How To Run Hills For Endurance & Strength
Plus a sample workout and a quote to make you a smarter athlete
On Monday, I launched this tweet out.

Too many people replied with option 3, so this write up explains why you’d benefit from considering 1 and 2.
I also share a hill repeat workout for anyone who wants to push hard.
Let’s dive in.
A Change In Assumptions
Hills are a big unlock in the mental development of beginner endurance athletes for 1 key reason:
Beginners assume they know what to do.
And it’s usually the opposite of what they should do.
When I first started endurance training, I brought all my prior running assumptions with me:
run to lose weight
run faster to get faster
run up hills fast, or else you’re fat and slow
I quickly realized I was wrong about all of it.
I heard this quote and immediately changed my approach:
“Amateurs run fast uphill and take it easy on the way down. Pros do the opposite.”
Get More Fit, Stay Pain Free & Commit To Process
Here are the 3 main benefits of taking hills easy:
Maximize aerobic development
If you’re doing an aerobic/Z2 run, you get max fitness development by staying in Z2 the entire time.
If you don’t have a strong aerobic base, ANY surge into your anaerobic zones (Z3, Z4, Z5) might mean your body never clears lactate accumulated when you go anaerobic and you never return to Z2.
This past write up explains how fitness develops best by keeping easy runs easy:
Keep your knees and hips healthy
People who go too hard up hills usually go too easy on the way down.
When you go slow downhill, you maximize the ground contact time with each stride.
This sends a huge amount of impact force up the kinetic chain from your ankles to your knees, hips and lower back.
If you want to stay pain free, lean into downhills, use gravity to your advantage and let it rip a little!!
Pro tip: pick your feet up quickly to minimize ground contact time.
Check your ego and commit to process
When I first got into endurance, my gut instinct when training got hard was to push back with force.
Years in the gym taught me that if I wanted to finish a rep, I needed to PUSH!!!
Endurance is the opposite.
If you want to last in endurance, you must learn to accept discomfort, flow with it and carry on at a steady pace.
It takes significant mental discipline to check down your pacing on hills (possibly to a walk), but it’s likely best for your long term goals.
When Hard Hills Are Good For You
In the context of aerobic endurance training, you need to stay disciplined and manage your effort.
But hills done right are an important part of any run program.
High intensity hills can…
build run strength
build anaerobic fitness
make you feel accomplished
And a lot more
Here’s how to do them.
Sample Hill Repeat Workout
The best time to push hard up hills is during a hill repeat workout.
But “pushing hard” doesn’t mean just sprinting all out to the top of a hill.
Hill repeats are most effective when you focus on POWER and FORM.
You want to feel your legs powerfully pushing off the ground with each stride. Speed is secondary (and will come naturally).
Here’s a sample workout to try for yourself:
Total run time: 45 minutes
15-20 minute warmup into Z2
7 x 30 second hill repeats with 2 minutes recovery
10-15 minute easy cool down
Have any questions on hills? Shoot me a reply and I’ll help you out.
Thanks for the insights. I am fast on hills and my ego enjoys that fact, so I may have ruined one or the other Z2 training. Next time I'll take it easy :-D
Love the idea of speed being secondary to power and form. I have slowly been figuring that out on my own here recently.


GOAL OF THE EXERCISE:
The records are to be repeated exactly, and any images in them are to be dropped.

Extracts from a graphics dataset:
******

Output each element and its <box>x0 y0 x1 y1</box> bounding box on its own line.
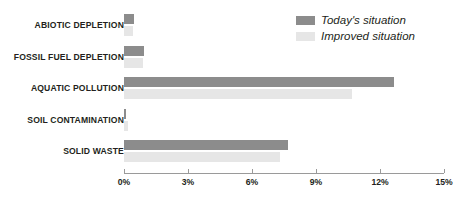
plot-area: ABIOTIC DEPLETIONFOSSIL FUEL DEPLETIONAQ… <box>0 0 456 201</box>
category-label: FOSSIL FUEL DEPLETION <box>14 52 124 62</box>
x-axis-tick <box>380 169 381 173</box>
bar-improved <box>124 58 143 68</box>
bar-improved <box>124 26 133 36</box>
x-axis-tick-label: 6% <box>246 177 258 187</box>
bar-todays <box>124 140 288 150</box>
x-axis-tick <box>444 169 445 173</box>
category-label: SOIL CONTAMINATION <box>27 115 124 125</box>
bar-todays <box>124 77 394 87</box>
x-axis-tick <box>124 169 125 173</box>
x-axis-line <box>124 173 444 174</box>
bar-todays <box>124 109 126 119</box>
x-axis-tick-label: 12% <box>371 177 388 187</box>
category-label: SOLID WASTE <box>63 146 124 156</box>
x-axis-tick <box>188 169 189 173</box>
bar-todays <box>124 46 144 56</box>
x-axis-tick <box>316 169 317 173</box>
x-axis-tick-label: 9% <box>310 177 322 187</box>
category-label: ABIOTIC DEPLETION <box>35 20 124 30</box>
bar-todays <box>124 14 134 24</box>
x-axis-tick-label: 15% <box>435 177 452 187</box>
x-axis-tick-label: 0% <box>118 177 130 187</box>
category-label: AQUATIC POLLUTION <box>31 83 124 93</box>
bar-improved <box>124 89 352 99</box>
bar-chart: Today's situation Improved situation ABI… <box>0 0 456 201</box>
bar-improved <box>124 121 128 131</box>
bar-improved <box>124 152 280 162</box>
x-axis-tick-label: 3% <box>182 177 194 187</box>
x-axis-tick <box>252 169 253 173</box>
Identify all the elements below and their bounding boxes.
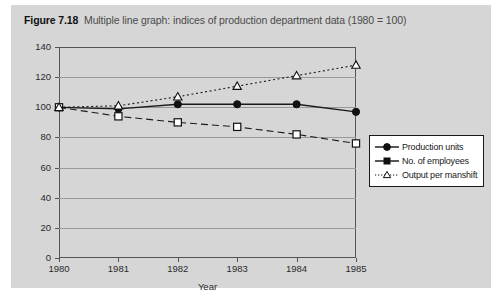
data-point-square [234, 123, 241, 130]
x-tick-label: 1985 [336, 264, 376, 274]
chart-legend: Production units No. of employees Output… [369, 135, 484, 187]
x-tick-mark [118, 258, 119, 262]
data-point-circle [293, 101, 300, 108]
data-point-triangle [174, 93, 182, 100]
x-tick-label: 1984 [277, 264, 317, 274]
y-tick-label: 100 [17, 102, 51, 111]
data-point-square [293, 131, 300, 138]
y-tick-label: 0 [17, 253, 51, 262]
x-tick-label: 1982 [158, 264, 198, 274]
legend-item-production-units: Production units [374, 140, 478, 154]
x-tick-label: 1981 [98, 264, 138, 274]
series-line [59, 107, 356, 143]
x-tick-label: 1983 [217, 264, 257, 274]
legend-label-production-units: Production units [402, 142, 463, 152]
data-point-triangle [233, 82, 241, 89]
x-tick-mark [237, 258, 238, 262]
data-point-triangle [292, 71, 300, 78]
figure-panel: Figure 7.18 Multiple line graph: indices… [11, 5, 491, 288]
series-line [59, 104, 356, 112]
y-tick-label: 140 [17, 42, 51, 51]
y-tick-label: 80 [17, 132, 51, 141]
legend-marker-open-triangle [374, 169, 400, 181]
legend-marker-filled-circle [374, 141, 400, 153]
legend-item-output-per-manshift: Output per manshift [374, 168, 478, 182]
legend-label-output-per-manshift: Output per manshift [402, 170, 477, 180]
legend-label-no-of-employees: No. of employees [402, 156, 469, 166]
data-point-square [115, 113, 122, 120]
x-tick-mark [59, 258, 60, 262]
x-axis-title: Year [59, 281, 356, 292]
series-line [59, 65, 356, 107]
chart-plot-wrapper: 020406080100120140 198019811982198319841… [11, 5, 491, 288]
x-tick-mark [356, 258, 357, 262]
y-tick-label: 20 [17, 223, 51, 232]
data-point-square [174, 119, 181, 126]
legend-marker-filled-square [374, 155, 400, 167]
x-tick-label: 1980 [39, 264, 79, 274]
y-tick-label: 60 [17, 163, 51, 172]
y-tick-label: 120 [17, 72, 51, 81]
data-point-circle [352, 108, 359, 115]
legend-item-no-of-employees: No. of employees [374, 154, 478, 168]
x-tick-mark [178, 258, 179, 262]
data-point-triangle [352, 61, 360, 68]
data-point-triangle [114, 102, 122, 109]
data-point-circle [174, 101, 181, 108]
data-point-square [352, 140, 359, 147]
data-point-circle [234, 101, 241, 108]
y-tick-label: 40 [17, 193, 51, 202]
x-tick-mark [297, 258, 298, 262]
series-layer [59, 47, 356, 258]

******

RESPONSE TO THE EXERCISE:
Output each element and its <box>x0 y0 x1 y1</box> bounding box on its own line.
plot-area: ABIOTIC DEPLETIONFOSSIL FUEL DEPLETIONAQ… <box>0 0 456 201</box>
category-label: FOSSIL FUEL DEPLETION <box>14 52 124 62</box>
x-axis-tick <box>380 169 381 173</box>
bar-improved <box>124 58 143 68</box>
bar-improved <box>124 26 133 36</box>
x-axis-tick-label: 6% <box>246 177 258 187</box>
bar-todays <box>124 140 288 150</box>
x-axis-tick <box>444 169 445 173</box>
category-label: SOIL CONTAMINATION <box>27 115 124 125</box>
bar-todays <box>124 77 394 87</box>
x-axis-tick <box>124 169 125 173</box>
x-axis-line <box>124 173 444 174</box>
bar-todays <box>124 109 126 119</box>
x-axis-tick-label: 12% <box>371 177 388 187</box>
category-label: SOLID WASTE <box>63 146 124 156</box>
x-axis-tick <box>188 169 189 173</box>
bar-todays <box>124 46 144 56</box>
x-axis-tick <box>316 169 317 173</box>
x-axis-tick-label: 9% <box>310 177 322 187</box>
category-label: ABIOTIC DEPLETION <box>35 20 124 30</box>
bar-todays <box>124 14 134 24</box>
x-axis-tick-label: 15% <box>435 177 452 187</box>
x-axis-tick-label: 0% <box>118 177 130 187</box>
category-label: AQUATIC POLLUTION <box>31 83 124 93</box>
bar-improved <box>124 89 352 99</box>
bar-chart: Today's situation Improved situation ABI… <box>0 0 456 201</box>
bar-improved <box>124 121 128 131</box>
bar-improved <box>124 152 280 162</box>
x-axis-tick-label: 3% <box>182 177 194 187</box>
x-axis-tick <box>252 169 253 173</box>
Identify all the elements below and their bounding boxes.
data-point-square [234, 123, 241, 130]
x-tick-label: 1985 [336, 264, 376, 274]
chart-legend: Production units No. of employees Output… [369, 135, 484, 187]
x-tick-mark [118, 258, 119, 262]
data-point-circle [293, 101, 300, 108]
data-point-triangle [174, 93, 182, 100]
x-tick-label: 1984 [277, 264, 317, 274]
y-tick-label: 100 [17, 102, 51, 111]
data-point-square [293, 131, 300, 138]
y-tick-label: 0 [17, 253, 51, 262]
x-tick-label: 1982 [158, 264, 198, 274]
legend-item-production-units: Production units [374, 140, 478, 154]
x-tick-label: 1981 [98, 264, 138, 274]
series-line [59, 107, 356, 143]
x-tick-label: 1983 [217, 264, 257, 274]
legend-label-production-units: Production units [402, 142, 463, 152]
data-point-triangle [233, 82, 241, 89]
x-tick-mark [237, 258, 238, 262]
data-point-triangle [292, 71, 300, 78]
figure-panel: Figure 7.18 Multiple line graph: indices… [11, 5, 491, 288]
series-line [59, 104, 356, 112]
y-tick-label: 140 [17, 42, 51, 51]
y-tick-label: 80 [17, 132, 51, 141]
legend-marker-open-triangle [374, 169, 400, 181]
legend-marker-filled-circle [374, 141, 400, 153]
legend-item-output-per-manshift: Output per manshift [374, 168, 478, 182]
legend-label-output-per-manshift: Output per manshift [402, 170, 477, 180]
legend-label-no-of-employees: No. of employees [402, 156, 469, 166]
data-point-square [115, 113, 122, 120]
x-tick-mark [59, 258, 60, 262]
x-axis-title: Year [59, 281, 356, 292]
series-line [59, 65, 356, 107]
chart-plot-wrapper: 020406080100120140 198019811982198319841… [11, 5, 491, 288]
x-tick-mark [356, 258, 357, 262]
y-tick-label: 20 [17, 223, 51, 232]
data-point-square [174, 119, 181, 126]
legend-marker-filled-square [374, 155, 400, 167]
x-tick-label: 1980 [39, 264, 79, 274]
y-tick-label: 60 [17, 163, 51, 172]
y-tick-label: 120 [17, 72, 51, 81]
data-point-circle [352, 108, 359, 115]
legend-item-no-of-employees: No. of employees [374, 154, 478, 168]
x-tick-mark [178, 258, 179, 262]
data-point-triangle [352, 61, 360, 68]
data-point-triangle [114, 102, 122, 109]
data-point-circle [174, 101, 181, 108]
data-point-square [352, 140, 359, 147]
data-point-circle [234, 101, 241, 108]
y-tick-label: 40 [17, 193, 51, 202]
x-tick-mark [297, 258, 298, 262]
series-layer [59, 47, 356, 258]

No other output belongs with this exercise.